In short, I let my guard down completely. I realize this sounds like the utmost folly, but a life lived cautiously is a dull one. All the really careful and cautious men I ever knew were drab wretches, while those who eschewed caution had interesting if brief lives.
Before long, I had our serving-girl, or one just like her, seated in my lap, while a faun-boy occupied the same place on Hypatia. They sang and popped grapes into our mouths as general liberties were taken by all. I learned more ways to drink someone's health in Greek than I ever dreamed could exist. Versatile language, Greek.
At some point during the night I found myself standing behind Hypatia, my hands on her lissome hips, and someone else's on mine. This might have been alarming, but it turned out that we were all doing the crane dance under the tutelage of the Argive youths and maidens. Like the bird for which it is named, the crane dance is a blend of grace and awkwardness. Hypatia supplied one and I the other. I had never danced before. Roman men never dance unless they belong to one of the dancing priesthoods. It seemed to me that these Greeks had happened upon a good thing.
The moon was very low when the whole reveling crowd poured out of the Daphne and wound its way up the spiral path of the Paneum. Live creatures mixed with the bronze ones along the path, cavorting and disporting themselves in the time-honored fashion of rural worshippers. In the heat of their exertions, many had divested themselves of clothing along with their inhibitions and sense of decorum.

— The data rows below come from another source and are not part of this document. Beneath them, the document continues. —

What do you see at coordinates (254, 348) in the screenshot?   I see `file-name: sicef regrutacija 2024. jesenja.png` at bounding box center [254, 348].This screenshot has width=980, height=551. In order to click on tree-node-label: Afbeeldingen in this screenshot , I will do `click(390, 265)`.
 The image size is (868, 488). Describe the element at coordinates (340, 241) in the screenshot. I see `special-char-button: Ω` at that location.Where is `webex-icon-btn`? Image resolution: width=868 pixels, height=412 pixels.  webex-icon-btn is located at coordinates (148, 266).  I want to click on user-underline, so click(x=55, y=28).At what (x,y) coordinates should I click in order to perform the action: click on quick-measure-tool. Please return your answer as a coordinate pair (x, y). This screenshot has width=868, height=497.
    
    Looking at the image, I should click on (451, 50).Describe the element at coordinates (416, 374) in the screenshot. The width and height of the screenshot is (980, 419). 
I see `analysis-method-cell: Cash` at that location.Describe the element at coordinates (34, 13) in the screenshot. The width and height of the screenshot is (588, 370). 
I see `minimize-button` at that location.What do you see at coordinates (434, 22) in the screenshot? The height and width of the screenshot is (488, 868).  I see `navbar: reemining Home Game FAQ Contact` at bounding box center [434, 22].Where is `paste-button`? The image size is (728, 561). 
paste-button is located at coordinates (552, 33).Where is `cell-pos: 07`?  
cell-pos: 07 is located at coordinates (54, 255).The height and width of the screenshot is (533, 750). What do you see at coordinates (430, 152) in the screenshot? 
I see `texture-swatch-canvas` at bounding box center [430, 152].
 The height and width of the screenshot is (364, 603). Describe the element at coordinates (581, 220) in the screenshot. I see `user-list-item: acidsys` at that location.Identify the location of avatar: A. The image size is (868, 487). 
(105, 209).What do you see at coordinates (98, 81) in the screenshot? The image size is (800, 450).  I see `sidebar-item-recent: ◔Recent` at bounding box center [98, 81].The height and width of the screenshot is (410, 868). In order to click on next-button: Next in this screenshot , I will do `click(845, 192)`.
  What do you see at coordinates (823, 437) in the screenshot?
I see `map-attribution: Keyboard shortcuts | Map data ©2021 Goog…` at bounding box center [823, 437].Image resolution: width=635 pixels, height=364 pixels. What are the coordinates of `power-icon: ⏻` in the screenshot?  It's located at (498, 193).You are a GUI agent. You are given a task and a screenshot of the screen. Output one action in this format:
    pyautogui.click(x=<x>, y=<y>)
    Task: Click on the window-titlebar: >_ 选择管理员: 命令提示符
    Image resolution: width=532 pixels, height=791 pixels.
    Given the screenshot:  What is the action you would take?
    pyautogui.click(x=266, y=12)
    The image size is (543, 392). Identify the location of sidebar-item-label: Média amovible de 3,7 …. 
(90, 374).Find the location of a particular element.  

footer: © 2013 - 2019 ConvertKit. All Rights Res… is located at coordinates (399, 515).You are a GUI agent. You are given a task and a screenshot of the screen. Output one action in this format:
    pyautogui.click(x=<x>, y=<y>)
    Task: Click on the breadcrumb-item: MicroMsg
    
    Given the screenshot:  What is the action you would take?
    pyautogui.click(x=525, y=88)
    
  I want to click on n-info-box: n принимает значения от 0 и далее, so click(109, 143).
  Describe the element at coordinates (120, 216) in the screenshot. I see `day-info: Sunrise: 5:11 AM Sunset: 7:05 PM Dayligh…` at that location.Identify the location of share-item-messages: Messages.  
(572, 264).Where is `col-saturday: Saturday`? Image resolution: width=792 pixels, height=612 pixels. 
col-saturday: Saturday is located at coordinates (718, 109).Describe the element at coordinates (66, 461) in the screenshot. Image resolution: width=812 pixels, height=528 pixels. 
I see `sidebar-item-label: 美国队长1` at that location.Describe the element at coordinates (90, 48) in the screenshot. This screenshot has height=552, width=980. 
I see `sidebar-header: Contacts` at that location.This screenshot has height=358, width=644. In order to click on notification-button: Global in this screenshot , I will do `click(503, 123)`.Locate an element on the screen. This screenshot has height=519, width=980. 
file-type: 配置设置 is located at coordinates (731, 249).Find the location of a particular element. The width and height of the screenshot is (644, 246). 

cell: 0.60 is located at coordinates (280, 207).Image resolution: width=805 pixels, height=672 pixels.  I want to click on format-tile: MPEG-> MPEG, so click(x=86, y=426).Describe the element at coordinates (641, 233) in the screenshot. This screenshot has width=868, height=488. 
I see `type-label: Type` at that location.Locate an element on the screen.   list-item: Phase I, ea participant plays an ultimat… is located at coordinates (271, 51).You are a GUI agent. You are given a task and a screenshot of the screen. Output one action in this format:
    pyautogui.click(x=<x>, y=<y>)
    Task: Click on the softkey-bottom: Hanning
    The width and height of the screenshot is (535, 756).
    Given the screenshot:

In the sanctuary we all sang traditional hymns to Pan in the Arcadian dialect. The flickering light of the torches played over the bronze god and I thought I saw him smile, a real smile, not the fraudulent grimacing of Baal-Ahriman. The women draped their garlands around his neck and over his outsized phallus, and a few of the masked ladies begged him to help them conceive. If the fervor of the worship were of any help, they would all surely bear twins.